Body positivity, in it's original, pure form was great. It was akin to body neutrality, teaching people not to feel worthy or unworthy, beautiful or not beautiful, based on body size. Somewhere along the way, body positivity was reformed into fat acceptance, and that's fine too. If we really want to accept all bodies, fat bodies are absolutely included. But body positivity gets weird when we start to demonize smaller bodies, or healthy eating, or exercise. Rebel Wilson announced at the beginning of this year that she was on a quest to get healthier. The press couldn't stop talking about it, and some of the backlash was insane-people were mad that she wants to lose weight because that supposedly usurps body positivity. Obviously, we can't demonize health, and health is Wilson's goal, she said so herself.
Maybe the best takeaway here is to keep any comments on body shape and size to yourself. Keep the fake diet advice to yourself too, or do what I do and seek the guidance of a licensed professional. My dietitian is adamant that if I eat the foods my body craves, when my body craves them, my weight will stay the same. And in the past 8 months, my weight has barely budged.
Living in a culture that emphasizes and constantly talks about body shape or size has been directly correlated to eating disorders. And if you were ever shamed for eating, or for your body, the end result isn't a motivation to lose weight but rather resentment, unhappiness, and more often than not, weight gain. A 2017 study out of Cornell's Food & Brand Lab surveyed 501 women between ages 20 and 35 about their weight satisfaction (how much weight they felt they needed to lose to be happy, etc), and how frequently they recalled their parents making weight- and eating-related comments to them when they were younger. Researchers found that women with a healthy BMI were less likely to report that their parents commented on their weight or eating habits compared to women whose BMIs were considered overweight or obese.
In short, shaming people into losing weight doesn't work. And if you know anything about the psychology of shame, you know why. While numerous health organizations cite verifiable negative side effects to obesity, there are similarly loud voices on the opposite end of the spectrum that celebrate fat acceptance. The National Association to Advance Fat Acceptance (NAAFA) has been around since 1969, with a mission to, "eliminate discrimination based on body size and provide fat people with the tools for self-empowerment through advocacy, education, and support. "
Not to state the obvious, but there is no middle ground here. It seems simple enough to agree that large bodies are just as beautiful as small bodies, that health is more important than anything, and that a desire to become healthier isn't a bad thing.

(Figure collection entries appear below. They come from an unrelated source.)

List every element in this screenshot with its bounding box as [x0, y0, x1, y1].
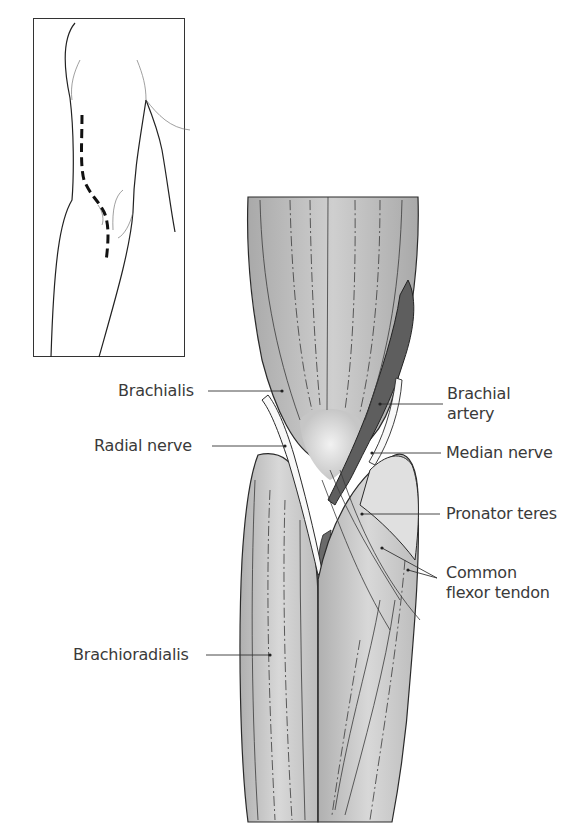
label-brachioradialis: Brachioradialis — [73, 645, 189, 664]
label-brachial-artery-line2: artery — [447, 404, 494, 423]
inset-arm-outline — [51, 23, 190, 357]
label-common-flexor-line1: Common — [446, 563, 517, 582]
label-radial-nerve: Radial nerve — [94, 436, 192, 455]
label-pronator-teres: Pronator teres — [446, 504, 557, 523]
label-brachialis: Brachialis — [118, 381, 194, 400]
label-median-nerve: Median nerve — [446, 443, 553, 462]
label-common-flexor-line2: flexor tendon — [446, 583, 550, 602]
label-brachial-artery-line1: Brachial — [447, 384, 510, 403]
anatomy-illustration — [0, 0, 585, 838]
incision-dashed-line — [82, 115, 109, 262]
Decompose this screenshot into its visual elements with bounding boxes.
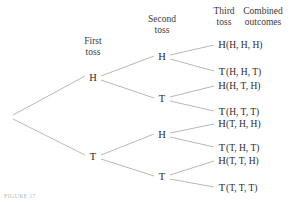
outcome-hhh: (H, H, H) bbox=[226, 40, 262, 50]
outcome-hth: (H, T, H) bbox=[226, 81, 260, 91]
header-line-1: Combined bbox=[223, 6, 296, 17]
header-line-2: outcomes bbox=[223, 17, 296, 28]
edge-hh-hhh bbox=[170, 45, 214, 55]
edge-h-ht bbox=[101, 80, 154, 98]
edge-tt-ttt bbox=[170, 179, 214, 187]
header-line-1: First bbox=[53, 36, 133, 47]
header-combined-outcomes: Combinedoutcomes bbox=[223, 6, 296, 27]
node-t: T bbox=[86, 151, 100, 162]
node-h-t: T bbox=[155, 93, 169, 104]
header-line-2: toss bbox=[53, 47, 133, 58]
node-t-t: T bbox=[155, 171, 169, 182]
edge-tt-tth bbox=[170, 161, 214, 175]
outcome-thh: (T, H, H) bbox=[226, 119, 261, 129]
header-first-toss: Firsttoss bbox=[53, 36, 133, 57]
coin-toss-tree-figure: FirsttossSecondtossThirdtossCombinedoutc… bbox=[0, 0, 296, 202]
outcome-tth: (T, T, H) bbox=[226, 156, 259, 166]
outcome-htt: (H, T, T) bbox=[226, 107, 259, 117]
edge-th-tht bbox=[170, 137, 214, 147]
edge-ht-htt bbox=[170, 101, 214, 111]
edge-h-hh bbox=[101, 56, 154, 76]
outcome-ttt: (T, T, T) bbox=[226, 183, 257, 193]
edge-root-h bbox=[13, 76, 85, 115]
edge-hh-hht bbox=[170, 59, 214, 71]
node-h: H bbox=[86, 72, 100, 83]
edge-root-t bbox=[13, 119, 85, 155]
outcome-tht: (T, H, T) bbox=[226, 143, 259, 153]
caption-fragment: FIGURE 17 bbox=[4, 193, 56, 199]
edge-th-thh bbox=[170, 124, 214, 133]
node-h-h: H bbox=[155, 51, 169, 62]
node-t-h: H bbox=[155, 129, 169, 140]
edge-ht-hth bbox=[170, 86, 214, 97]
outcome-hht: (H, H, T) bbox=[226, 67, 261, 77]
edge-t-tt bbox=[101, 159, 154, 176]
edge-t-th bbox=[101, 134, 154, 155]
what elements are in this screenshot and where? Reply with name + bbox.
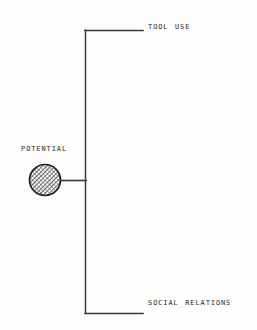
node-label-potential: Potential [21,143,67,152]
diagram-canvas: Tool Use Social Relations Potential [0,0,257,330]
branch-label-tool-use: Tool Use [148,21,190,30]
diagram-vector-layer [0,0,257,330]
branch-label-social-relations: Social Relations [148,297,231,306]
potential-node-circle-overlay [30,165,61,196]
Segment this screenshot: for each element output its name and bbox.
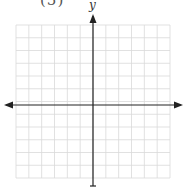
- y-axis: [90, 14, 97, 186]
- x-axis-left-arrow-icon: [4, 102, 13, 109]
- x-axis-right-arrow-icon: [174, 102, 183, 109]
- coordinate-plane[interactable]: [0, 0, 187, 188]
- y-axis-up-arrow-icon: [90, 14, 97, 23]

The internet is a wild and weird place, and there seems to be little space for logic or common sense. Take this widely disliked Bustle video that advocates fat positivity: there are literally 3 times more dislikes than likes because people know bullshit when they see it. Accepting your body isn't synonymous with unhealthy behaviors, and the conflation of these two very different ideas is doing more harm than good.
Love your body. Be kind to your body. It's really as simple as that.
P.S. Watch YouTuber Cassey Ho break down body positivity myths HERE.